5.6.24
Can facilitating or
managing creative work be an act of creation?
But are we?
This topic is (like most of this sequence) obviously
somewhat on my mind because I am clearly working through my recent roles in the
games business, as a creative, and contemplating how I want to spend the
remaining time I have on this earth. So let’s sketch out the journey from creator
to “Creative Executive” whose primary job is to build environments in which
other people get to create.
I started as a creator; an artist and an animator, a game
designer, a storyteller. My official job titles involved these kinds of things
for the first few years. But quickly it because clear that I could accomplish a
lot more by helping get other people excited about the mission, the game
usually. “Lead Designer” was probably the first role I had where I officially
should have spent more time helping other creators build things than building
them myself. I think many of the worst outcomes that I experienced during this time
was as a result of trying to continue to also work as an individual contributor
to games and not just leading and managing others.
When you make games for a living, if you’re like most of the
people I know in the business, you end up working on far more games that never
go to market than games that do. While getting games killed and killing games
is always a slightly bitter pill, the guidance to “murder your darlings” is
good. It’s good in creative efforts and it is particularly valuable in
commercial creative efforts. It’s easy to come up with an idea, and it is
painfully easy to fall in love with an idea. You can devote (that word again) lots
of time to building the wrong thing; this is time wasted. And so getting good
at killing games and reevaluating what a team is working on is critical. It’s
not actually a bad thing that many games get killed early in their creative
lifecycle; this is the basis of a functional gate-system, which any developer
or publisher needs.
And in time, what becomes clear as a game designer, as a
creator, is that most of the reasons games get killed often have little to do
with the merit of, say, the design or the art style. Market dynamics, lifetime
P&L, cost-of-capital, ROIC, and many far less sexy elements of the business
side of creating consumer products (which is exactly what commercial game development
is) end up deciding which games should live and which should have a small funeral
before too much time or money gets devoted (!) to them.

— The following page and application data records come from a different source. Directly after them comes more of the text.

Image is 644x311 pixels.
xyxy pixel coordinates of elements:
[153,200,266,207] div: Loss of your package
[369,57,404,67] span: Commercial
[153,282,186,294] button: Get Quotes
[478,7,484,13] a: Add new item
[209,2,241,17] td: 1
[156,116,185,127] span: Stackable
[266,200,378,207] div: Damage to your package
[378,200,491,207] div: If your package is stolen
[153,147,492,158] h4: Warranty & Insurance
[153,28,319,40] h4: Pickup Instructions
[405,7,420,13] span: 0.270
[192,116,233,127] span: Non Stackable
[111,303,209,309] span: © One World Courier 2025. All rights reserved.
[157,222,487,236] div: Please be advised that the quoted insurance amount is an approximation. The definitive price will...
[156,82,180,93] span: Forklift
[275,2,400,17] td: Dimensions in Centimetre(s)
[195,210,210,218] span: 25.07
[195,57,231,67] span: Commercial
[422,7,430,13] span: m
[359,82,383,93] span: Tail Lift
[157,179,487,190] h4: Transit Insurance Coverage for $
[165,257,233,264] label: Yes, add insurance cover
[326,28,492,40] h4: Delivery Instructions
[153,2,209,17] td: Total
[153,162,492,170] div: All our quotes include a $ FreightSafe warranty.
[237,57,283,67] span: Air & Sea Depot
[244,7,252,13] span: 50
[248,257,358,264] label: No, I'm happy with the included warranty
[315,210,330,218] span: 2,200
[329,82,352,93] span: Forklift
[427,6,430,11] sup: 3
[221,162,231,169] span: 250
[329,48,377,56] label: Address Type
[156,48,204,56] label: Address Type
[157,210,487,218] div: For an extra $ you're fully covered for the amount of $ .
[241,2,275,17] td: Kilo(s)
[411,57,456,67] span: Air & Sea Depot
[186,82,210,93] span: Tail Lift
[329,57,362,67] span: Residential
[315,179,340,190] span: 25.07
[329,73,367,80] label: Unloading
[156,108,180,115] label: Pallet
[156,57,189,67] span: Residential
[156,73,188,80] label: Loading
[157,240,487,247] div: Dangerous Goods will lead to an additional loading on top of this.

This leads many creators, as they gain experience and lose a
lot of games, to increasingly shift their focus to the business side of things.
You end up moving from creator to Creative Executive because the B2B deals, securing
financing, making sure teams have the right people, and the dull mechanics of
accounting end up being many of the biggest risks to ever getting the games you
want to make made.
If I were to describe the job of a Creative Executive, or a
CEO, or other leaders of game development studios and publishers, it would be
this: Your role is to ensure a healthy ecosystem which increases the likelihood
that your teams are able to create the most beloved and commercially successful
games possible. You’re a farmer whose job is to think more about water, sunlight,
the Ph balance of the soil, and the talents of the other gardeners who will
work the land than it is to lovingly dig each hole by hand, or even always
select which seedlings should get planted.
This kind of role is inherently the job of the Creative
Executive. It’s harder than actually throwing yourself into creating something.
It’s less rewarding in most ways. But there are some advantages. Let’s think
about them for a moment:
-
There’s great joy in getting to mentor and experience
vicarious pride from the successful creative efforts of others. Watching a
studio GM ship something amazing and their team get rewarded by fans, media,
and financially can be quite satisfying. You know you helped and played a big
role in that success and it feels good.
-
There’s less obligation to be slavishly devoted
(!) to a single project or game. While each of the games you’re trying to help
succeed are important, they often benefit from a more measured level of involvement.
When the team knows what they are doing, has what they need, and the
organization is ready to help them bring it to market effectively, you can
limit the amount of time you spend on that project. Don’t throw people off
balance when they’re in a groove.
-
Many games don’t work. When a game doesn’t work,
the team who is focused on the game often get laid off. Helping lead a
portfolio of projects acts as a hedge against a single failed projects. This is
true for an individual as it is for a company.
-
Because the dollar values you’re responsible for
are (much) higher typically, the compensation is often better at a leadership
level than it is for individual contributors. This may rankle, but it is the
case for most businesses.
So is facilitating or managing creative work an act of
creation?
Yes. What you are creating is something different. You are
building teams, companies, projects. But when it works, you definitely HAVE created
something that did not exist before. Indeed, the act of “value creation” is
likely the primary job of both the entrepreneur and leaders at publicly traded
companies.
And it can be a very satisfying act of creation indeed.